Rail lines have played a crucial role in the development of America. After the Civil War, rail lines accepted huge gifts of land to subsidize railroad construction and operations across the American Plains and Canadian Prairies. Leaders in both countries contended (and rightly so) that whoever controlled access across this region would control the Pacific Coast.
The rail lines across middle America differed from rail lines in the East. These lines fostered towns and communities. Between 1850 and 1871, railroad companies were given an estimated 185 million acres of land from individuals and from governments. The Federal Government offered 20 square miles of land for each mile of track laid in territories and 10 miles of land for each mile laid in states. These land grants were in alternate sections with the government holding every other section.
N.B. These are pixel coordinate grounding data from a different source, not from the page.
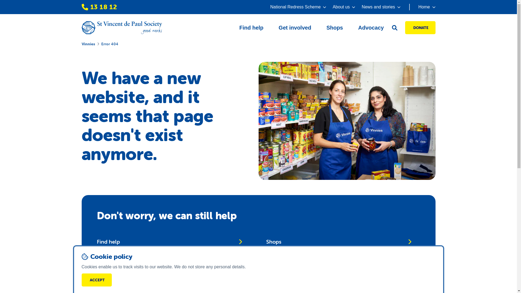 The width and height of the screenshot is (521, 293). I want to click on Shops, so click(335, 28).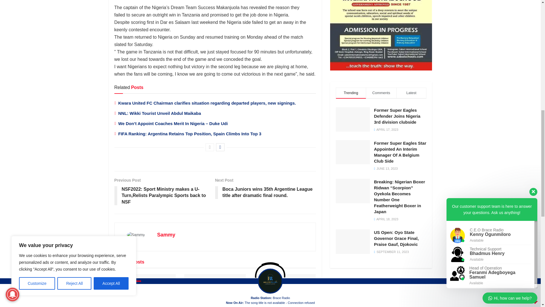 This screenshot has height=307, width=545. I want to click on Next, so click(220, 147).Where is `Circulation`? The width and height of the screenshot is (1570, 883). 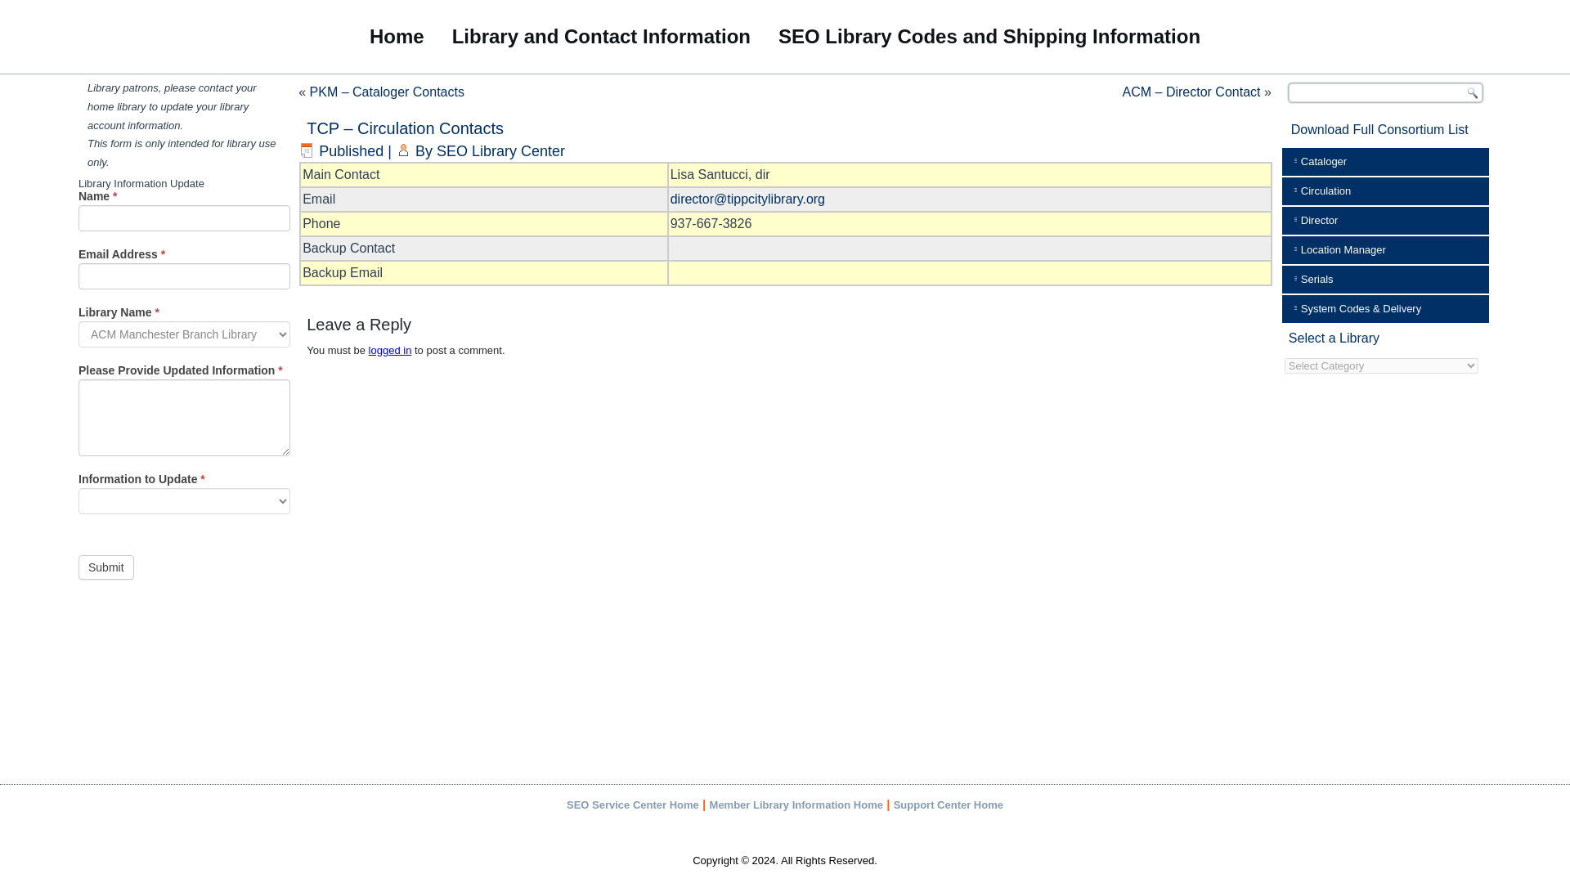 Circulation is located at coordinates (1385, 191).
Much has been argued about the this land-granting method: who got rich? No question, the rail lines were built. Too many politicians in Washington felt that the land in the west was desolate or frozen and of little worth. By 1900, when James J. Hill took control of the Northern Pacific and greatly expanded the reach of the rail lines and fostered extensive publicity to bring in settlers. The immigrants flooding into Eastern ports came for the exact purpose of buying land and were not disappointed.
Another, lesser known, factor pushing development of rail lines across the plains and prairies was a sobering realization that America needed to consolidate her land holdings or possibly lose them to Texas or Mexico and maybe even to Britain and France. Washington politicians realized that the East could not afford to be cut off from the West.
So land grants acted as a form on non-cash subsidy, making the construction of extremely expensive rail lines across 1000 miles of unsettled land financially feasible for private companies. Ultimately this newly settled land would allow the creation of many thousands of new farms, ranches, mines and towns.